Work instructions: The response should be an exact copy of the records, with the pictures removed.

Information supplied:
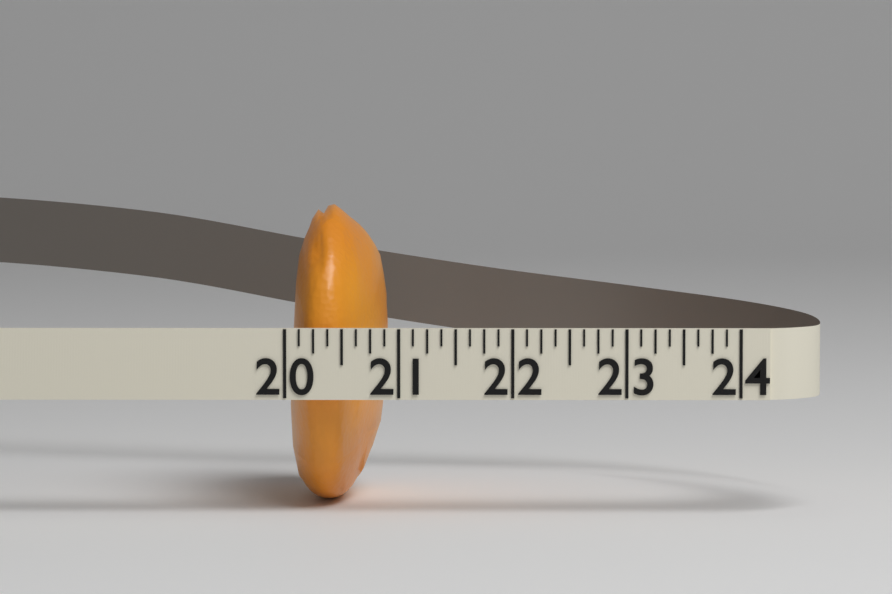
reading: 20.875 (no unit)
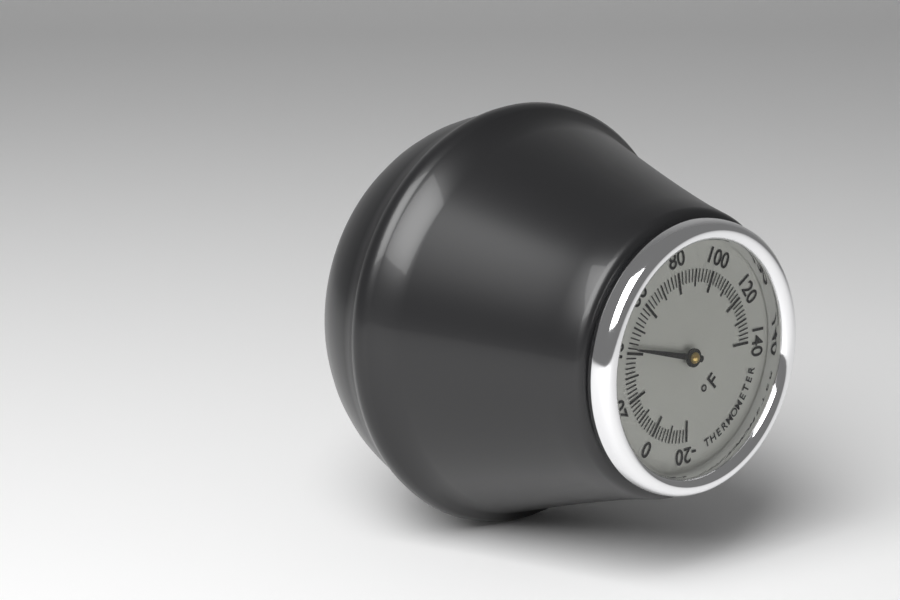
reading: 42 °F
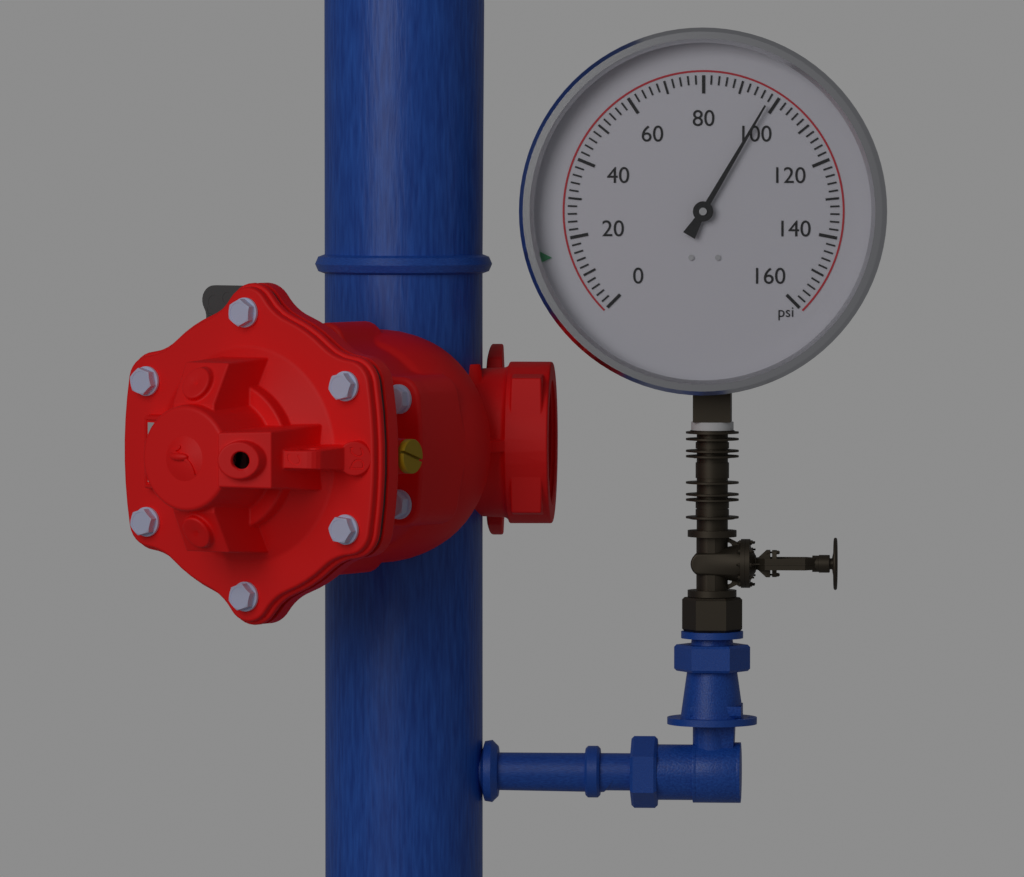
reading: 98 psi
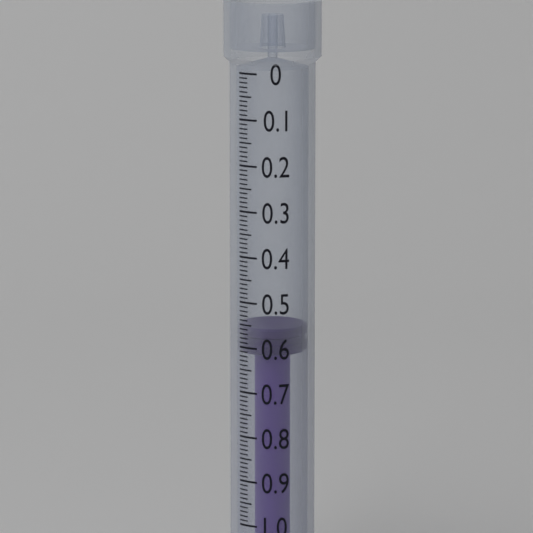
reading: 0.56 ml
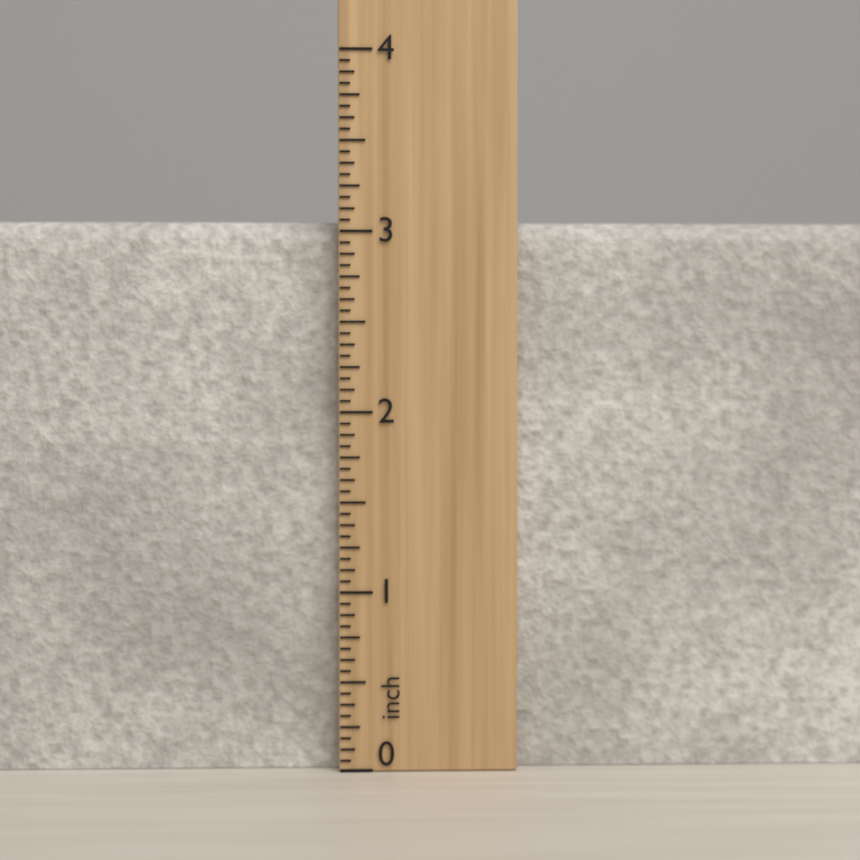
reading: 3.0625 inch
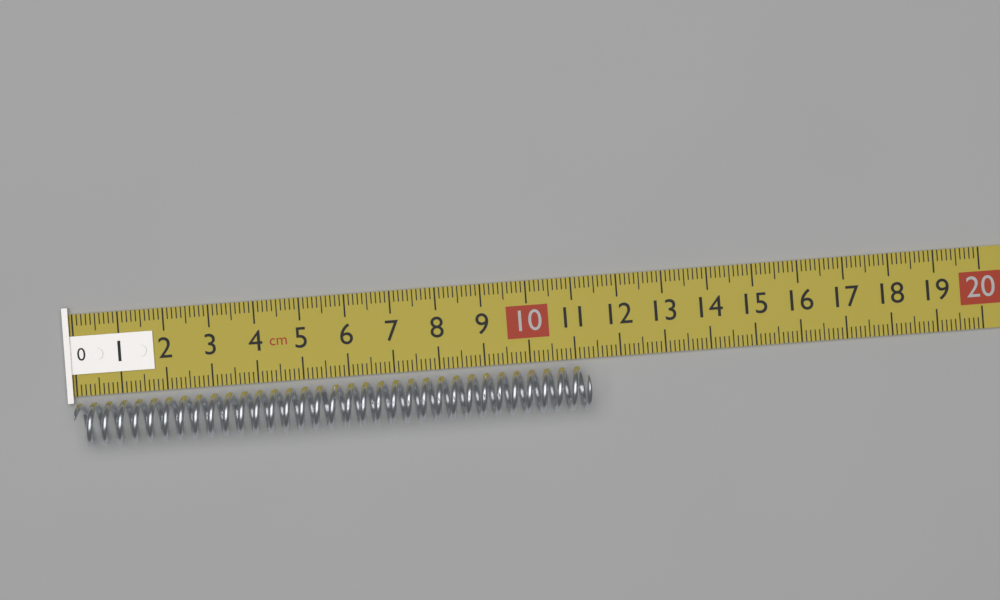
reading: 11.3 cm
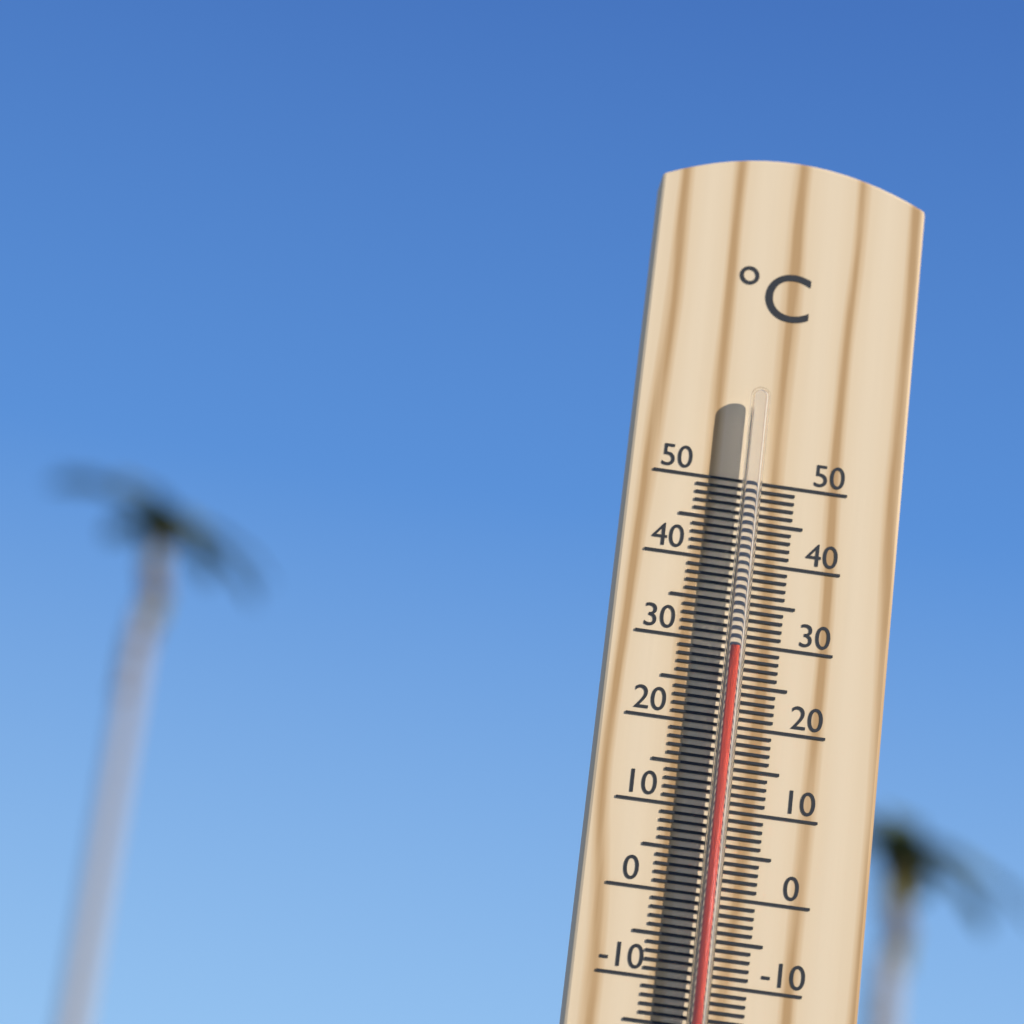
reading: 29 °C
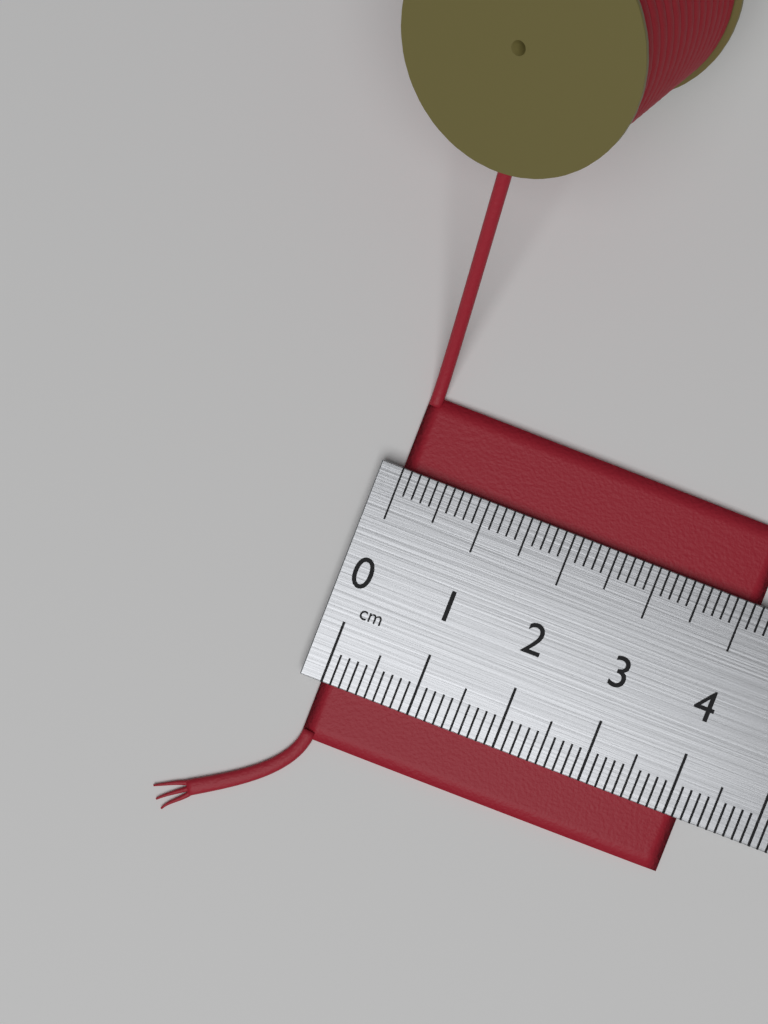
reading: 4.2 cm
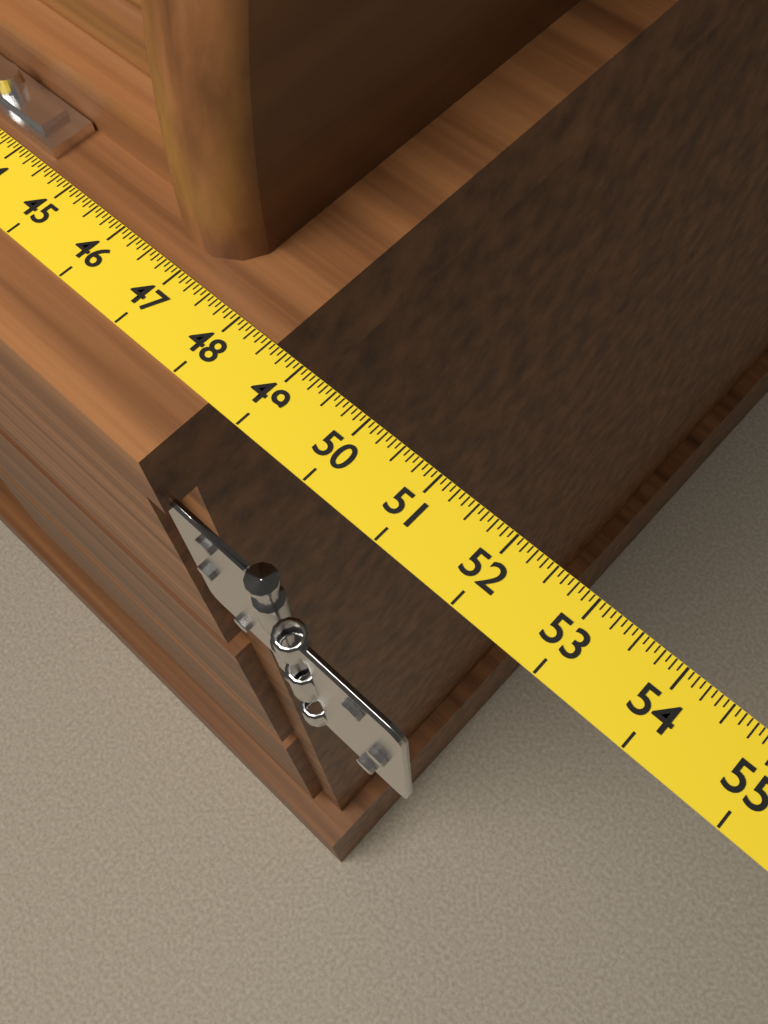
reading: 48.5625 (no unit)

Reply:
reading: 20.875 (no unit)
reading: 42 °F
reading: 98 psi
reading: 0.56 ml
reading: 3.0625 inch
reading: 11.3 cm
reading: 29 °C
reading: 4.2 cm
reading: 48.5625 (no unit)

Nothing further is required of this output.